Masking reality with political rhetoric leads to delays in doing what is necessary– making the best of the choices actually available to us. We and our political “leaders” continue to deny and pretend, walking blindly toward environmental and economic peril.

*          *          *

We humans are political animals—always have been, always will be. Our interests inevitably diverge in countless ways. Further, much of the emotional drive fueling politics comes from ethical impulses: perhaps for genetic reasons, different people assign different ethical principles a higher priority. Thus one politician’s concern for fairness and another’s passion for national loyalty can glide right past each other without ever shaking hands. Religion can also play a role in partisanship, along with the legacies of economic and social exclusion, historic rivalries, disputes, and atrocities. None of this can be dispelled with the wave of a magic wand.

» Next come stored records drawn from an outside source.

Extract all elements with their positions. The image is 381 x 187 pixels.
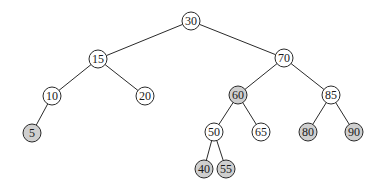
tree-node-15: 15 [89, 50, 107, 68]
tree-node-50: 50 [205, 123, 223, 141]
edge-70-60 [245, 64, 277, 90]
edge-10-5 [36, 104, 47, 125]
tree-node-90: 90 [345, 123, 363, 141]
node-label: 15 [92, 52, 104, 66]
edge-30-70 [199, 24, 275, 54]
node-label: 5 [29, 126, 35, 140]
tree-node-70: 70 [275, 49, 293, 67]
tree-node-80: 80 [299, 123, 317, 141]
edge-60-65 [243, 103, 256, 125]
edge-15-10 [59, 65, 91, 91]
edge-70-85 [291, 64, 324, 90]
node-label: 50 [208, 125, 220, 139]
tree-node-60: 60 [229, 86, 247, 104]
node-label: 40 [198, 162, 210, 176]
tree-canvas: 301570102060855506580904055 [0, 0, 381, 187]
tree-node-30: 30 [182, 12, 200, 30]
edge-85-90 [336, 103, 349, 125]
edge-85-80 [313, 103, 326, 125]
node-label: 65 [255, 125, 267, 139]
node-label: 70 [278, 51, 290, 65]
tree-node-40: 40 [195, 160, 213, 178]
node-label: 80 [302, 125, 314, 139]
edge-50-40 [206, 141, 211, 161]
node-layer: 301570102060855506580904055 [23, 12, 363, 178]
node-label: 85 [325, 88, 337, 102]
node-label: 55 [220, 162, 232, 176]
tree-node-20: 20 [136, 87, 154, 105]
node-label: 30 [185, 14, 197, 28]
edge-layer [36, 24, 349, 160]
edge-30-15 [106, 24, 182, 55]
edge-50-55 [217, 141, 223, 161]
node-label: 10 [46, 89, 58, 103]
node-label: 20 [139, 89, 151, 103]
tree-node-5: 5 [23, 124, 41, 142]
edge-60-50 [219, 103, 233, 125]
node-label: 60 [232, 88, 244, 102]
node-label: 90 [348, 125, 360, 139]
tree-node-65: 65 [252, 123, 270, 141]
tree-node-10: 10 [43, 87, 61, 105]
tree-diagram: 301570102060855506580904055 [0, 0, 381, 187]
edge-15-20 [105, 65, 138, 91]
tree-node-55: 55 [217, 160, 235, 178]
tree-node-85: 85 [322, 86, 340, 104]
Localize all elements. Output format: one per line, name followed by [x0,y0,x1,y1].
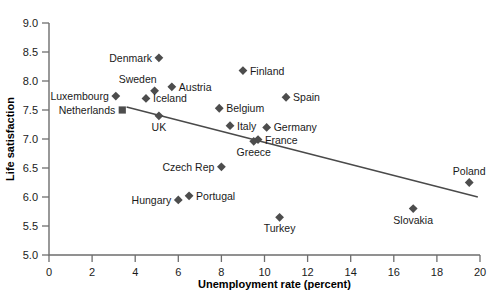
data-point-marker[interactable] [155,53,164,62]
data-point-label: Spain [293,91,320,103]
y-axis-tick-label: 6.0 [23,191,38,203]
data-point-label: UK [152,121,167,133]
data-point-marker[interactable] [217,162,226,171]
y-axis-tick-label: 8.5 [23,46,38,58]
data-point-marker[interactable] [409,204,418,213]
data-point-label: Finland [250,65,285,77]
x-axis-tick-label: 14 [345,266,357,278]
y-axis-tick-label: 5.0 [23,249,38,261]
data-point-label: Czech Rep [162,161,214,173]
y-axis-tick-label: 7.5 [23,104,38,116]
y-axis-title: Life satisfaction [4,97,16,181]
x-axis-tick-label: 18 [431,266,443,278]
data-point-marker[interactable] [119,106,126,113]
data-point-marker[interactable] [465,178,474,187]
data-point-marker[interactable] [155,111,164,120]
data-point-marker[interactable] [111,92,120,101]
x-axis-title: Unemployment rate (percent) [198,278,351,290]
x-axis-tick-label: 16 [388,266,400,278]
data-point-marker[interactable] [226,121,235,130]
data-point-label: Turkey [264,222,296,234]
y-axis-tick-label: 8.0 [23,75,38,87]
x-axis-tick-label: 0 [46,266,52,278]
data-point-label: Austria [179,81,212,93]
data-point-label: Denmark [109,52,152,64]
data-point-label: Luxembourg [50,90,109,102]
data-point-label: Greece [237,146,272,158]
data-point-marker[interactable] [167,82,176,91]
x-axis-tick-label: 6 [175,266,181,278]
x-axis-tick-label: 8 [218,266,224,278]
y-axis-tick-label: 5.5 [23,220,38,232]
data-point-label: Sweden [119,73,157,85]
data-point-label: Hungary [132,194,172,206]
x-axis-tick-label: 20 [474,266,486,278]
data-point-label: France [265,134,298,146]
plot-area: 5.05.56.06.57.07.58.08.59.00246810121416… [0,0,498,294]
x-axis-tick-label: 12 [301,266,313,278]
scatter-chart: 5.05.56.06.57.07.58.08.59.00246810121416… [0,0,498,294]
data-point-label: Slovakia [393,214,433,226]
x-axis-tick-label: 10 [258,266,270,278]
data-point-marker[interactable] [282,93,291,102]
x-axis-tick-label: 2 [89,266,95,278]
data-point-marker[interactable] [239,66,248,75]
data-point-label: Germany [274,121,318,133]
x-axis-tick-label: 4 [132,266,138,278]
data-point-label: Poland [453,165,486,177]
y-axis-tick-label: 9.0 [23,17,38,29]
data-point-marker[interactable] [275,213,284,222]
data-point-label: Belgium [226,102,264,114]
data-point-marker[interactable] [185,191,194,200]
data-point-label: Netherlands [59,104,116,116]
data-point-label: Portugal [196,190,235,202]
data-point-marker[interactable] [215,104,224,113]
y-axis-tick-label: 6.5 [23,162,38,174]
data-point-label: Iceland [153,92,187,104]
y-axis-tick-label: 7.0 [23,133,38,145]
data-point-label: Italy [237,120,257,132]
data-point-marker[interactable] [142,94,151,103]
data-point-marker[interactable] [174,196,183,205]
data-point-marker[interactable] [262,123,271,132]
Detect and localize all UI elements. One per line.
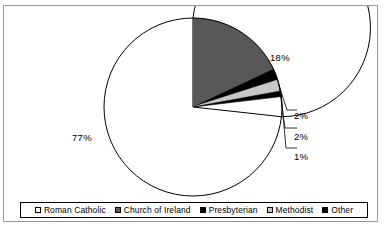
- value-label-methodist: 2%: [294, 131, 308, 142]
- value-label-roman-catholic: 77%: [72, 132, 92, 143]
- legend-swatch-church-of-ireland: [115, 207, 121, 213]
- value-label-presbyterian: 2%: [294, 110, 308, 121]
- pie-chart-graphic: [4, 6, 377, 221]
- legend-label-church-of-ireland: Church of Ireland: [124, 205, 191, 215]
- value-label-church-of-ireland: 18%: [270, 52, 290, 63]
- legend-label-presbyterian: Presbyterian: [209, 205, 258, 215]
- legend-label-other: Other: [331, 205, 353, 215]
- chart-frame: 77% 18% 2% 2% 1% Roman Catholic Church o…: [3, 5, 378, 222]
- legend-label-roman-catholic: Roman Catholic: [44, 205, 106, 215]
- legend-item-presbyterian[interactable]: Presbyterian: [200, 205, 258, 215]
- legend-swatch-presbyterian: [200, 207, 206, 213]
- value-label-other: 1%: [294, 151, 308, 162]
- legend-swatch-other: [322, 207, 328, 213]
- legend-item-methodist[interactable]: Methodist: [267, 205, 314, 215]
- legend-item-other[interactable]: Other: [322, 205, 353, 215]
- legend-label-methodist: Methodist: [276, 205, 314, 215]
- legend-swatch-roman-catholic: [35, 207, 41, 213]
- plot-area: 77% 18% 2% 2% 1%: [4, 6, 377, 221]
- legend-swatch-methodist: [267, 207, 273, 213]
- pie-chart-screenshot: 77% 18% 2% 2% 1% Roman Catholic Church o…: [0, 0, 385, 232]
- chart-legend: Roman Catholic Church of Ireland Presbyt…: [20, 202, 368, 218]
- legend-item-roman-catholic[interactable]: Roman Catholic: [35, 205, 106, 215]
- legend-item-church-of-ireland[interactable]: Church of Ireland: [115, 205, 191, 215]
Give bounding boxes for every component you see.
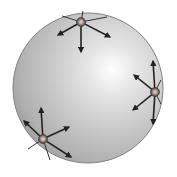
- node-right: [151, 88, 160, 97]
- node-bottom-left: [39, 135, 48, 144]
- node-top: [77, 18, 86, 27]
- sphere-diagram: [0, 0, 177, 177]
- sphere: [13, 13, 163, 163]
- arrow-bottom-left-4: [28, 141, 40, 149]
- sphere-figure: [0, 0, 177, 177]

Moreover, political engagement often leads to welcome outcomes. When people organize themselves to effect change, the result can be expansions of civil rights, women’s suffrage, and environmental protection. On the other hand, when people fail to speak up, social power tends to become monopolized by a small minority–and that never ends well. So, let’s not withdraw from politics.

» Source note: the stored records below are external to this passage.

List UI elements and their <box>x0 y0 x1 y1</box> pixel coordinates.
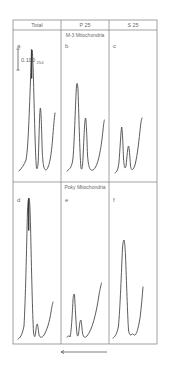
trace-e <box>67 283 102 337</box>
sedimentation-profile-figure: Total P 25 S 25 M-3 Mitochondria Poky Mi… <box>0 0 169 366</box>
trace-c <box>115 118 142 173</box>
figure-grid <box>13 20 157 344</box>
column-headers: Total P 25 S 25 <box>31 22 138 28</box>
trace-b <box>67 83 104 171</box>
section-label-m3: M-3 Mitochondria <box>66 32 105 38</box>
panel-label-b: b <box>65 43 69 49</box>
panel-label-f: f <box>113 197 115 203</box>
scale-bar: 0.100 254 <box>17 49 45 70</box>
panel-label-d: d <box>17 197 20 203</box>
column-header-p25: P 25 <box>80 22 91 28</box>
panel-label-a: a <box>17 43 21 49</box>
trace-d <box>18 198 53 339</box>
trace-f <box>113 240 143 338</box>
sedimentation-direction-arrow <box>61 350 107 353</box>
trace-a <box>19 50 55 171</box>
column-header-total: Total <box>31 22 42 28</box>
panel-label-c: c <box>113 43 116 49</box>
panel-label-e: e <box>65 197 69 203</box>
section-label-poky: Poky Mitochondria <box>64 184 105 190</box>
scale-bar-subscript: 254 <box>37 60 45 65</box>
column-header-s25: S 25 <box>127 22 138 28</box>
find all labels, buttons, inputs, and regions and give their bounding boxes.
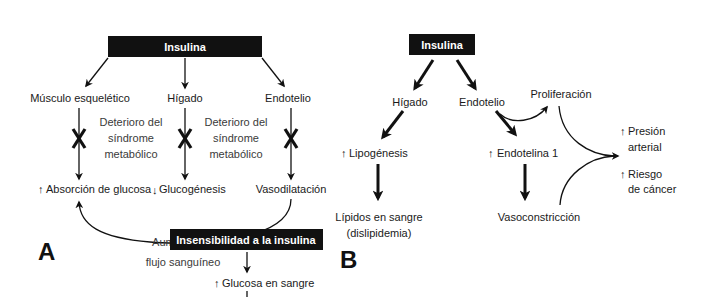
svg-text:Deterioro del: Deterioro del [205, 116, 268, 128]
arrow-to-proliferation [500, 107, 547, 121]
arrow-to-liver-b [415, 60, 433, 88]
muscle-label: Músculo esquelético [30, 92, 130, 104]
cancer-risk-line2: de cáncer [628, 183, 677, 195]
blood-lipids-label: Lípidos en sangre [335, 211, 422, 223]
up-arrow-icon: ↑ [38, 183, 44, 195]
svg-text:síndrome: síndrome [213, 132, 259, 144]
blood-pressure-line1: Presión [628, 125, 665, 137]
figure-insulin-pathways: Insulina Músculo esquelético Hígado Endo… [0, 0, 702, 297]
arrow-to-endothelium-b [457, 60, 475, 88]
insulin-insensitivity-label: Insensibilidad a la insulina [176, 234, 316, 246]
up-arrow-icon: ↑ [341, 147, 347, 159]
arrow-to-endothelin [496, 111, 515, 134]
feedback-line2: flujo sanguíneo [146, 256, 221, 268]
up-arrow-icon: ↑ [620, 168, 626, 180]
panel-b: Insulina Hígado Endotelio ↑ Lipogénesis … [335, 34, 676, 273]
svg-text:Deterioro del: Deterioro del [100, 116, 163, 128]
proliferation-to-outcomes-curve [559, 106, 614, 156]
arrow-to-muscle [86, 58, 108, 86]
up-arrow-icon: ↑ [488, 147, 494, 159]
impairment-note-2: Deterioro del síndrome metabólico [205, 116, 268, 160]
blood-pressure-line2: arterial [628, 141, 662, 153]
impairment-note-1: Deterioro del síndrome metabólico [100, 116, 163, 160]
arrow-to-endothelium-a [262, 58, 284, 86]
endothelin-label: Endotelina 1 [497, 147, 558, 159]
glycogenesis-label: Glucogénesis [159, 183, 226, 195]
proliferation-label: Proliferación [530, 88, 591, 100]
up-arrow-icon: ↑ [214, 277, 220, 289]
liver-label-b: Hígado [392, 96, 427, 108]
endothelium-label-b: Endotelio [459, 96, 505, 108]
lipogenesis-label: Lipogénesis [349, 147, 408, 159]
insulin-box-b-label: Insulina [421, 39, 463, 51]
blood-glucose-label: Glucosa en sangre [222, 277, 314, 289]
vasodilation-label: Vasodilatación [256, 183, 327, 195]
vasoconstriction-to-outcomes-curve [560, 156, 614, 205]
glucose-uptake-label: Absorción de glucosa [46, 183, 152, 195]
vasoconstriction-label: Vasoconstricción [498, 211, 580, 223]
svg-text:metabólico: metabólico [104, 148, 157, 160]
svg-text:síndrome: síndrome [108, 132, 154, 144]
endothelium-label-a: Endotelio [265, 92, 311, 104]
arrow-to-lipogenesis [383, 111, 403, 137]
insulin-box-a-label: Insulina [164, 41, 206, 53]
panel-letter-a: A [38, 238, 55, 265]
liver-label-a: Hígado [167, 92, 202, 104]
up-arrow-icon: ↑ [620, 125, 626, 137]
dyslipidemia-label: (dislipidemia) [347, 227, 412, 239]
cancer-risk-line1: Riesgo [628, 168, 662, 180]
panel-letter-b: B [340, 246, 357, 273]
down-arrow-icon: ↓ [152, 184, 158, 196]
svg-text:metabólico: metabólico [209, 148, 262, 160]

But how to work effectively in a politically polarized environment? Hyper-partisanship is a problem in approving judicial appointees and passing budgets, and failure to do these things can have serious consequences. But when it comes to energy and climate, the scale of what is at stake runs straight off the charts. The decisions that need to be made, and soon (ideally 20 years ago!), on energy and climate may well determine whether civilization survives. The absence of decisive action will imperil literally everything we care about.

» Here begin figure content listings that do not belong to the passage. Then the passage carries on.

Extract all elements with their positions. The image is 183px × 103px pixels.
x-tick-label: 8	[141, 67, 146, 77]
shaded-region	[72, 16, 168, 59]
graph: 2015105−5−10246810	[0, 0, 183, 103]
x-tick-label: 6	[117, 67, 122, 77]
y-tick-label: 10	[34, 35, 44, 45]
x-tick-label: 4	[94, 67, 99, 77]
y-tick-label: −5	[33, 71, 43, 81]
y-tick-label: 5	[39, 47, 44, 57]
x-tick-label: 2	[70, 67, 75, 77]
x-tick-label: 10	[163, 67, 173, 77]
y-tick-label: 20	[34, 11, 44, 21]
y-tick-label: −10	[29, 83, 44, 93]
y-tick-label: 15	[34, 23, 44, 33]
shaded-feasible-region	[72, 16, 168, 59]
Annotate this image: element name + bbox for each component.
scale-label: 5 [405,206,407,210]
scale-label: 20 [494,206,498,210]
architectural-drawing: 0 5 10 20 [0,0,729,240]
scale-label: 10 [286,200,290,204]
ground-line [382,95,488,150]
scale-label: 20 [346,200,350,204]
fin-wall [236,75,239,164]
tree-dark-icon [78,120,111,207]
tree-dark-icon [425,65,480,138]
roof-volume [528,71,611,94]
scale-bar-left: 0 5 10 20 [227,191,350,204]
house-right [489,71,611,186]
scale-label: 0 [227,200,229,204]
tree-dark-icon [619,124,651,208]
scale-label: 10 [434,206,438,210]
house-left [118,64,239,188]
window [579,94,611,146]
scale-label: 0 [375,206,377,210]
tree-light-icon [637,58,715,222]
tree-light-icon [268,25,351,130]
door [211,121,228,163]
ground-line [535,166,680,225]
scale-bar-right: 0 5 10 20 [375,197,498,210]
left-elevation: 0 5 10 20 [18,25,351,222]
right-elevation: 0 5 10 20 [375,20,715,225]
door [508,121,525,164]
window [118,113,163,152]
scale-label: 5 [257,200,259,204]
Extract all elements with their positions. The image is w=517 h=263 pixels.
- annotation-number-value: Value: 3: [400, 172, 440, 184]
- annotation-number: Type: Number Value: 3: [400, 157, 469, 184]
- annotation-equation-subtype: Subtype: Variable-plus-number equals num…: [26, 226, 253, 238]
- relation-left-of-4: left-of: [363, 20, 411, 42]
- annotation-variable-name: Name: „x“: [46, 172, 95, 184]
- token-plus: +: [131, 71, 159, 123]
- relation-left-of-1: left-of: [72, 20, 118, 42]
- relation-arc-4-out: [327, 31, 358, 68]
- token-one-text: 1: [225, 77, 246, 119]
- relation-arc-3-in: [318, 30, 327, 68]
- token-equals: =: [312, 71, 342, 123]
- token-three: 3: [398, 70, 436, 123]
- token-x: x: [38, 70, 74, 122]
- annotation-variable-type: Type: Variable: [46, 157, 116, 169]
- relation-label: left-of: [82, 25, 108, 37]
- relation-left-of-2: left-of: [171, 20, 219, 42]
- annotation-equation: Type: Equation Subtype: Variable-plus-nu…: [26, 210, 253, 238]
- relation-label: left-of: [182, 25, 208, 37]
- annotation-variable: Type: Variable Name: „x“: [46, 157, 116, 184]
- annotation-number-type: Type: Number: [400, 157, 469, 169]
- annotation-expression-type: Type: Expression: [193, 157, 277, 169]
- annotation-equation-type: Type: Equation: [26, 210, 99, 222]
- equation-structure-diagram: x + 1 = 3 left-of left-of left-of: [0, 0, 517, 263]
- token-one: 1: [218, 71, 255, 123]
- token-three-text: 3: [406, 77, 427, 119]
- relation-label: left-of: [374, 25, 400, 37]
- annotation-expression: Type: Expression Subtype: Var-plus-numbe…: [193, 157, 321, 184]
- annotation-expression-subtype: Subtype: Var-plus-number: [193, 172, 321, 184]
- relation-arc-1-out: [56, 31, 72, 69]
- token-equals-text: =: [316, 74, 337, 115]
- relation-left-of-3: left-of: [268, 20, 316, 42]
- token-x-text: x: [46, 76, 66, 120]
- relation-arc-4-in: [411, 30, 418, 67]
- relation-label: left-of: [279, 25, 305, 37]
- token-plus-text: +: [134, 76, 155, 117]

Energy is complicated, and there can be legitimate disagreements about our options and how vigorously to pursue them. But the status quo is not working.

I’ve struggled to find a hopeful takeaway message with which to end this essay.

Should I appeal to colleagues who write about energy, pleading with them to frame discussions in ways that aren’t merely feeding red meat to their already far too polarized audiences, encouraging them to tell readers uncomfortable truths that don’t fit partisan narratives? I could, but how many energy writers will actually read this essay, and how many of those are willing to examine their preconceptions?

Perhaps the best I can do is point out the existence of a small but enthusiastic subculture that actually understands these issues. This subculture is exemplified by Transition Initiatives promoting “small-scale local responses to the global challenges of climate change, economic hardship, and shrinking supplies of cheap energy” and the premise that life can be better without fossil fuels. For better or worse, this subculture is practically invisible to political elites and the mainstream media (except perhaps in parts of the UK).

Perhaps it’s fitting that this essay leaves both author and readers unsettled and uncomfortable. Discomfort can sometimes be conducive to creativity and action. There may be no solutions to the political problems I’ve outlined. But even in the absence of solutions there can still be better adaptive behaviors, and judo-like strategies that achieve desired outcomes—ones that could conceivably turn the tide on intractable global problems such as climate change—without directly confronting existing societal power structures. These behaviors and strategies can be undertaken even at the household scale, but we’re likely to achieve much more if we collaborate, doing what we can locally while using global communications to compare notes and share our successes and challenges.

Originally published as Richard Heinberg’s February 2014 Museletter.

 

Buy the Book Read the Introduction  
 
Use Discount Code PCI2015 for 20% off your purchase of the printed book.